__RECORDS FOR PROCESSING__.
▬▬▬

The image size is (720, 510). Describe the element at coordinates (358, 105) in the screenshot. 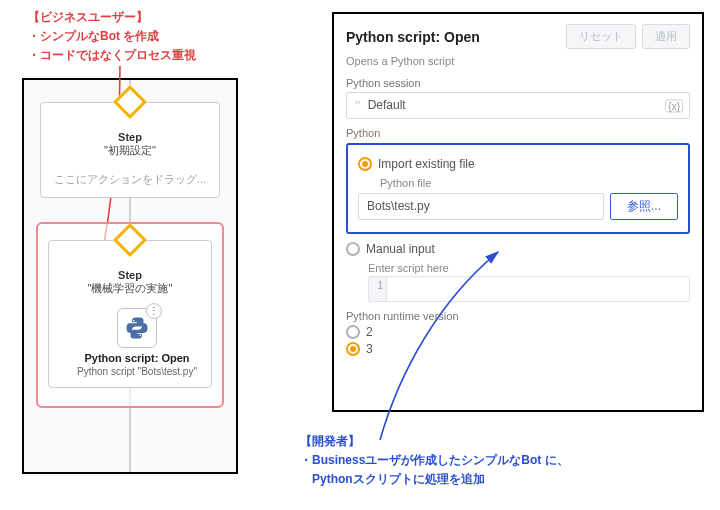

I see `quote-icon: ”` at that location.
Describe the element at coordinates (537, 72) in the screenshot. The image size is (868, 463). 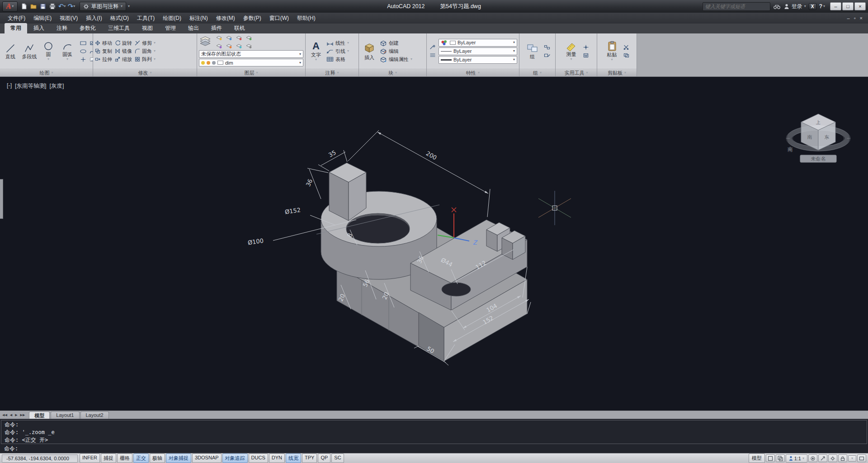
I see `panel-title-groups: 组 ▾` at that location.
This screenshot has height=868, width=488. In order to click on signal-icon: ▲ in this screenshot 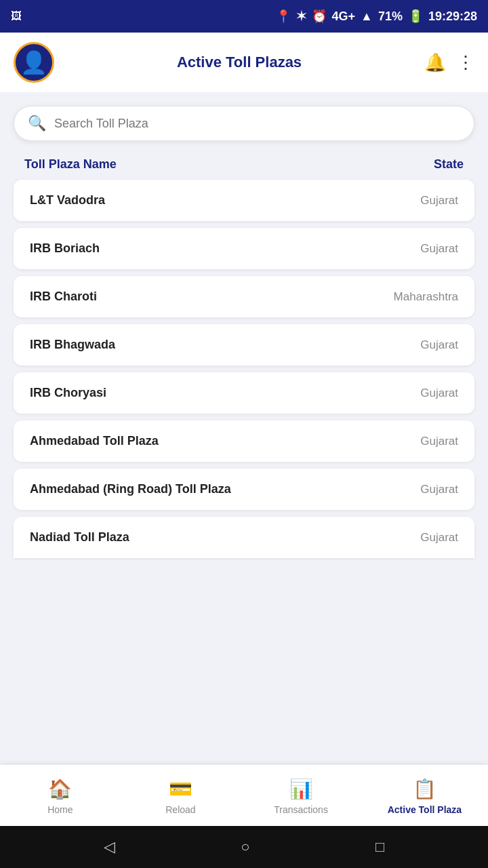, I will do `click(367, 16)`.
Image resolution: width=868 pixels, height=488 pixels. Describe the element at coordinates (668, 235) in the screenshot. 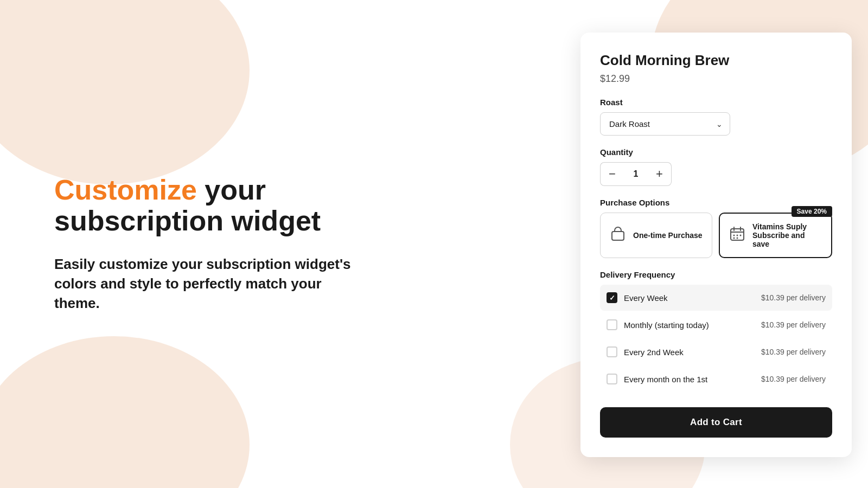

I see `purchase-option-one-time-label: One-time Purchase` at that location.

▬▬▬

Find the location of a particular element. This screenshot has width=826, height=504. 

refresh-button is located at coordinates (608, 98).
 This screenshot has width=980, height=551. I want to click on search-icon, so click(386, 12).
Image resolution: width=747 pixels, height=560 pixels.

▬▬▬

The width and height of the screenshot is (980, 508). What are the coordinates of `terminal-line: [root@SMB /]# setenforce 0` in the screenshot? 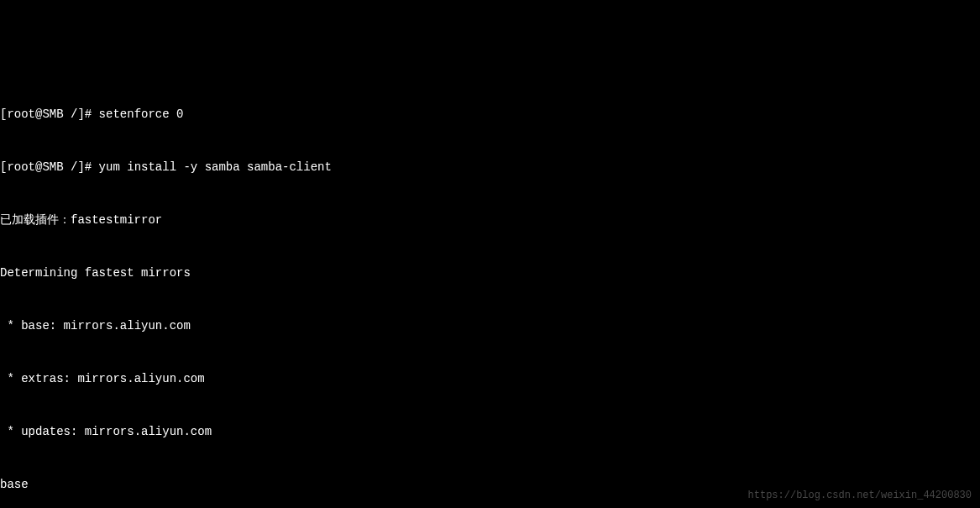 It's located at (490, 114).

▬▬▬

__YOUR GOAL__. Your task is to transcribe, with no changes, only the lines of the listing above that lie between the line holding "Find the location" and the line holding "Image resolution: width=747", inclusive.

__EXERCISE ANSWER__.
Find the location of a particular element. This screenshot has width=826, height=504. 

refresh-button is located at coordinates (608, 98).
 This screenshot has width=980, height=551. I want to click on search-icon, so click(386, 12).
Image resolution: width=747 pixels, height=560 pixels.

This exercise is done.